Dataset excerpts:
——

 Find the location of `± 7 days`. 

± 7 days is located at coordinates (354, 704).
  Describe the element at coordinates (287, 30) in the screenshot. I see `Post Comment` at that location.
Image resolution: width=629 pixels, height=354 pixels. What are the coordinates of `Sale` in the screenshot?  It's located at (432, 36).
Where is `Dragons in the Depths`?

——

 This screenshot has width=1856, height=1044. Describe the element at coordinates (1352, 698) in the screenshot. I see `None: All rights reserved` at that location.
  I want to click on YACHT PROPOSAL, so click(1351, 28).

——

Problem to solve:
Everything from the line with "Find the location" through the line with "Image resolution: width=629" should be written out exactly as it appears above, end lines included, and nothing outside that range.

Reply:
 Find the location of `± 7 days`. 

± 7 days is located at coordinates (354, 704).
  Describe the element at coordinates (287, 30) in the screenshot. I see `Post Comment` at that location.
Image resolution: width=629 pixels, height=354 pixels. What are the coordinates of `Sale` in the screenshot?  It's located at (432, 36).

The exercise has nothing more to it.